Angela’s Ashes

Alan Parker’s film version of Angela’s Ashes points up what was wrong with the best-selling memoir by Frank McCourt on which it is based. I’ll be the first to admit that McCourt’s book was a good read, but what made it one was the wry humor and skillful writing, above all its sensitive ear for the sound of Irish-English. But in terms of substance it was sadly lacking. The movie struggles against this deficiency, but finally gives up and acknowledges that it has nothing to say to us except: “These people suffered.” And so they did too. But the fact by itself is not enough to sustain a 145 minute film.

Let’s not be in any doubt about the suffering. Limerick, Ireland in the 1930s was a hell of a place to live if, like Frank (Joseph Breen), you were a small boy and your father (Robert Carlyle) was an improvident drunk or absent. Frank’s mom, Angela (Emily Watson), warned that she could go to hell for saying that “God may be good for someone, somewhere, but He hasn’t been seen lately in the lanes of Limerick,” replies, “Aren’t I there already?” Well, no actually. But it doesn’t do for those of us who live in relative comfort in another country 60 years later to point that out. And the movie reminds us of what we are more likely to be able to forget amid the delights of McCourt’s prose: the extent to which the story’s impact depends on this kind of moral blackmail.

Parker’s earlier film, The Commitments (1991), was a livelier and more interesting meditation on being poor in Ireland. Here, despite a superlative cast and the considerable trouble he has obviously gone to to recreate the look and feel—even the look of the smell—of Limerick’s poorer neighborhoods in the 1930s, he just can’t get over the fact that nothing happens. Or rather, that the only thing that happens is that things keep getting worse until near the end when the adolescent Frank (Michael Legge) gets a job, saves his money and leaves for America, “where no one has bad teeth and everybody has a lavatory” and where, presumably, things get quite a lot better.
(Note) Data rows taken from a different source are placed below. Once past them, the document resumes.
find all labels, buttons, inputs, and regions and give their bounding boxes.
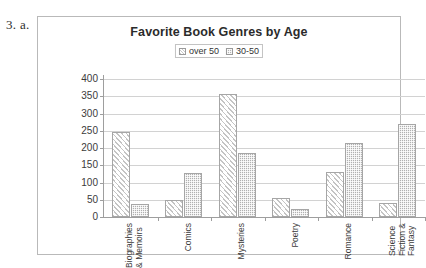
bar-over-50 <box>165 200 183 217</box>
bar-30-50 <box>398 124 416 217</box>
x-tick-mark <box>158 217 159 221</box>
bar-over-50 <box>219 94 237 217</box>
bar-30-50 <box>131 204 149 217</box>
y-tick-label: 350 <box>81 91 98 101</box>
y-tick-label: 50 <box>87 195 98 205</box>
y-tick-label: 300 <box>81 109 98 119</box>
legend-item-30-50: 30-50 <box>226 46 259 56</box>
legend-label-over-50: over 50 <box>189 46 219 56</box>
bar-over-50 <box>272 198 290 217</box>
bar-group <box>372 79 426 217</box>
question-number-label: 3. a. <box>6 17 30 33</box>
bar-group <box>265 79 319 217</box>
y-tick-label: 250 <box>81 126 98 136</box>
bar-over-50 <box>326 172 344 217</box>
bar-30-50 <box>238 153 256 217</box>
x-axis-category-label: Mysteries <box>237 223 247 259</box>
legend-item-over-50: over 50 <box>179 46 219 56</box>
legend-label-30-50: 30-50 <box>236 46 259 56</box>
x-axis-category-label: Poetry <box>291 223 301 248</box>
chart-legend: over 50 30-50 <box>175 44 263 58</box>
y-tick-mark <box>100 217 104 218</box>
y-tick-label: 100 <box>81 178 98 188</box>
x-axis-category-label: Romance <box>344 223 354 259</box>
x-tick-mark <box>372 217 373 221</box>
bar-group <box>318 79 372 217</box>
y-tick-label: 150 <box>81 160 98 170</box>
y-tick-label: 0 <box>92 212 98 222</box>
y-tick-label: 400 <box>81 74 98 84</box>
chart-frame: Favorite Book Genres by Age over 50 30-5… <box>37 16 401 255</box>
legend-swatch-30-50 <box>226 48 233 55</box>
bar-over-50 <box>112 132 130 217</box>
x-tick-mark <box>265 217 266 221</box>
legend-swatch-over-50 <box>179 48 186 55</box>
bar-30-50 <box>184 173 202 217</box>
bar-group <box>104 79 158 217</box>
plot-area: 050100150200250300350400 Biographies & M… <box>104 79 425 217</box>
bar-30-50 <box>345 143 363 217</box>
x-tick-mark <box>211 217 212 221</box>
x-axis-category-label: Comics <box>184 223 194 251</box>
bar-group <box>211 79 265 217</box>
chart-title: Favorite Book Genres by Age <box>38 25 400 39</box>
bar-group <box>158 79 212 217</box>
bar-over-50 <box>379 203 397 217</box>
x-tick-mark <box>318 217 319 221</box>
x-axis-category-label: Biographies & Memoirs <box>125 223 144 268</box>
y-tick-label: 200 <box>81 143 98 153</box>
bar-30-50 <box>291 209 309 217</box>
x-axis-category-label: Science Fiction & Fantasy <box>388 223 417 256</box>
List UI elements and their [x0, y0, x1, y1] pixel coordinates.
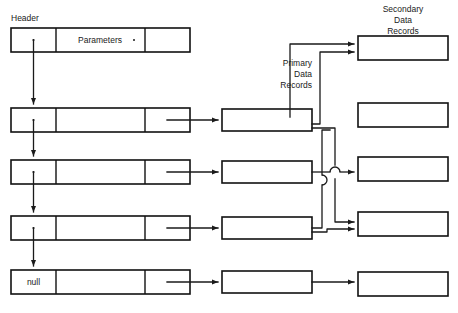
list-node-3 [11, 216, 190, 240]
secondary-record-4 [358, 212, 448, 236]
secondary-label-line1: Secondary [383, 4, 424, 14]
header-node: Parameters [11, 28, 190, 52]
list-node-1 [11, 108, 190, 132]
link-primary3-riser-lower [312, 185, 322, 228]
list-node-4: null [11, 270, 190, 294]
primary-record-4 [222, 271, 312, 293]
data-records-diagram: Header Primary Data Records Secondary Da… [0, 0, 458, 313]
secondary-label-line2: Data [394, 15, 412, 25]
link-primary1-to-secondary4 [335, 179, 354, 222]
primary-label-line3: Records [280, 80, 312, 90]
secondary-record-2 [358, 103, 448, 127]
secondary-label-line3: Records [387, 26, 419, 36]
link-primary1-to-secondary1b [312, 52, 354, 124]
secondary-record-1 [358, 36, 448, 60]
header-parameters-label: Parameters [78, 35, 122, 45]
primary-label-line2: Data [294, 69, 312, 79]
link-primary3-to-secondary4 [312, 229, 354, 232]
link-primary1-riser-top [312, 128, 335, 165]
primary-record-3 [222, 217, 312, 239]
header-parameters-dot [133, 39, 135, 41]
primary-record-2 [222, 161, 312, 183]
list-node-2 [11, 160, 190, 184]
primary-record-1 [222, 109, 312, 131]
header-label: Header [11, 13, 39, 23]
wire-hop-1 [330, 167, 340, 172]
secondary-record-3 [358, 157, 448, 181]
secondary-record-5 [358, 272, 448, 296]
wire-hop-2 [322, 175, 327, 185]
list-node-4-null-label: null [27, 277, 40, 287]
primary-label-line1: Primary [283, 58, 313, 68]
link-primary3-riser-upper [322, 130, 330, 175]
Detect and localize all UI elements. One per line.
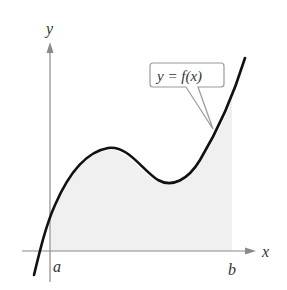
callout-label: y = f(x) xyxy=(155,68,202,85)
y-axis-label: y xyxy=(44,20,54,38)
interval-start-label: a xyxy=(53,258,61,275)
area-under-curve-figure: y = f(x) y x a b xyxy=(0,0,287,290)
x-axis-label: x xyxy=(261,243,269,260)
interval-end-label: b xyxy=(228,261,236,278)
shaded-area-region xyxy=(51,98,232,251)
x-axis-arrowhead xyxy=(245,248,256,255)
y-axis-arrowhead xyxy=(47,42,54,53)
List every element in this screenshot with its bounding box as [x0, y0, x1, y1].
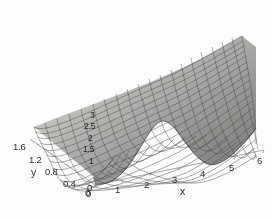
y-tick-1p2: 1.2: [29, 155, 42, 165]
x-tick-2: 2: [144, 180, 149, 190]
x-tick-5: 5: [229, 163, 234, 173]
x-axis-label: x: [180, 186, 185, 197]
y-tick-1p6: 1.6: [13, 142, 26, 152]
z-tick-2p5: 2.5: [84, 122, 95, 131]
z-tick-0: 0: [87, 183, 92, 193]
z-tick-2: 2: [88, 134, 93, 143]
x-tick-3: 3: [172, 175, 177, 185]
y-tick-0p8: 0.8: [45, 167, 58, 177]
surface-plot-figure: 0 1 2 3 4 5 6 x 0 0.4 0.8 1.2 1.6 y 3 2.…: [0, 0, 272, 219]
z-tick-1: 1: [89, 157, 94, 166]
z-tick-3: 3: [90, 111, 95, 120]
x-tick-6: 6: [257, 156, 262, 166]
z-tick-1p5: 1.5: [83, 145, 94, 154]
y-tick-0p4: 0.4: [63, 179, 76, 189]
x-tick-1: 1: [115, 185, 120, 195]
x-tick-4: 4: [200, 169, 205, 179]
y-axis-label: y: [31, 167, 36, 178]
surface-plot-canvas: [0, 0, 272, 219]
The best thing about the movie, as about the book, is the language. “In the name of the Father and the Son and the Holy Toast,” says hungry young Frank by way of blessing to a meal he seems unlikely to share. When he gets sick after his first communion, his grandmother cries: “Look what he did! He’s thrown up the body of Jesus. I’ve got God in me backyard!” A teacher at Frank’s school says, “Our Lord had no shoes. You don’t see him hanging on the cross, sporting shoes.” When, slightly older, he confesses a carnal sin, his confessor asks: “Was it with yourself or another or some class of beast?” Frank’s voiceover marvels: “This priest must have been from the country; he was opening up new worlds to me.” But, naturally enough, the language makes up a smaller part of the whole effect of the movie than it does of the book, and the rest of it makes the mistake of drawing out and milking the pathos, which overwhelms the humor here as it does not in the book.

As a result, there is too much of the besetting sin of Hollywood, which is an appeal to self-congratulation. We feel better ourselves for being able to pity poor young Frank and his family from a safe distance. “Dear God above, why do you want wee children to die?” has only a faint resonance for most of us (Thank Somebody), and so we can concentrate on our imperial mission of imposing on the past the emotional and cultural values of contemporary America. So Frank wistfully describes in voiceover his last glimpse of his father: “If I were in America, I could say: ‘I love you, dad.’ But in Ireland you could only say you love God, and babies and horses that win. Anything else is softness in the head.” Well, grumbles the curmudgeon, at least they had that going for them.